As railroad fans, it’s always an interesting guessing game to try to figure out what name a railroad merger might produce. Railroads themselves seem to struggle with it — in the 1960s when the Hill Lines were preparing to merge, the company was to be called Great Northern Pacific & Burlington Lines — until cooler heads prevailed and settled on the less tongue twisting Burlington Northern.
If the Canadian Pacific/Norfolk Southern merger goes through, leaders of the new company will face trying to create a new brand identity. Usually, but not always, this involves a new name. In this case, with CP acquiring NS, it might simply call the consolidated railroad Canadian Pacific, ala Union Pacific, which simply absorbs other railroads into its corporate identity giving rise to fans nickname for UP — “The Borg” — after the Star trek aliens who absorb other species into their collective.
But let’s assume that CP/NS want a new name. How do they figure out how to do it? I spoke with Jim MacLachlan, president of Tartan Marketing, a Minneapolis-based brand management agency that’s worked with both small and Fortune 500 companies. MacLachlan says the railroad industry is unique since it is an infrastructure-based industry. Often one company buys another for its brand value — if you were buying Apple, for instance, you wouldn’t be buying it so much for its infrastructure, but for the value of the Apple name. “But even in the railroad industry, the brand does matter,” MacLachlan says. The key is brand equity. “Equity is the warm feeling you get from a brand,” he says. “How do we make sure we don’t lose it from either group? Which one is better known?”
MacLachlan says the way Union Pacific has handled mergers is a viable approach, but the naming decision “is about what your brand stands for and how you communicate to customers. It’s a strategic decision that requires careful thought on product, company, and all stakeholder levels — a task not to be taken lightly,” he says.
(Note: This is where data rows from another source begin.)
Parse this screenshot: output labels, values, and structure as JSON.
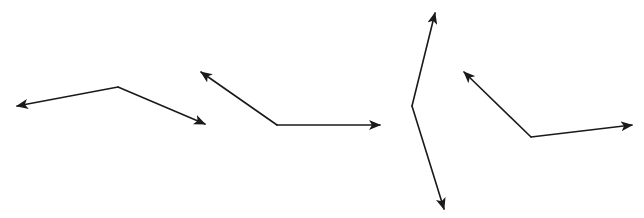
{
  "diagram": {
    "stroke_color": "#1a1a1a",
    "background": "#ffffff",
    "angles": [
      {
        "id": "angle-1",
        "vertex": [
          118,
          87
        ],
        "ray_ends": [
          [
            17,
            106
          ],
          [
            205,
            124
          ]
        ]
      },
      {
        "id": "angle-2",
        "vertex": [
          277,
          125
        ],
        "ray_ends": [
          [
            201,
            72
          ],
          [
            380,
            125
          ]
        ]
      },
      {
        "id": "angle-3",
        "vertex": [
          412,
          106
        ],
        "ray_ends": [
          [
            435,
            13
          ],
          [
            444,
            209
          ]
        ]
      },
      {
        "id": "angle-4",
        "vertex": [
          531,
          137
        ],
        "ray_ends": [
          [
            464,
            72
          ],
          [
            632,
            125
          ]
        ]
      }
    ]
  }
}
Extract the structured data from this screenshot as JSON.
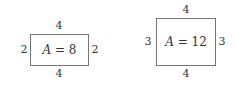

Clearly, UP values its brand — it had the higher brand equity — and wasn’t afraid to drop others brands that it felt were not as well known.
If I were to guess, and since it’s the buyer, and knowing CP’s E. Hunter Harrison’s inclinations, the safe money here is that NS will simply be assimilated into the Canadian Pacific brand. Let’s be honest, CP has been around for over 100 years and is much better known than Norfolk Southern.
But if the companies don’t take that approach, what are some possible names that would make sense? Here are some unscientific suggestions, some with tongue in cheek:
The possibilities are really endless, if the railroads only used their imagination, but the likely outcome is still on an old name for the new company: Canadian Pacific Railway.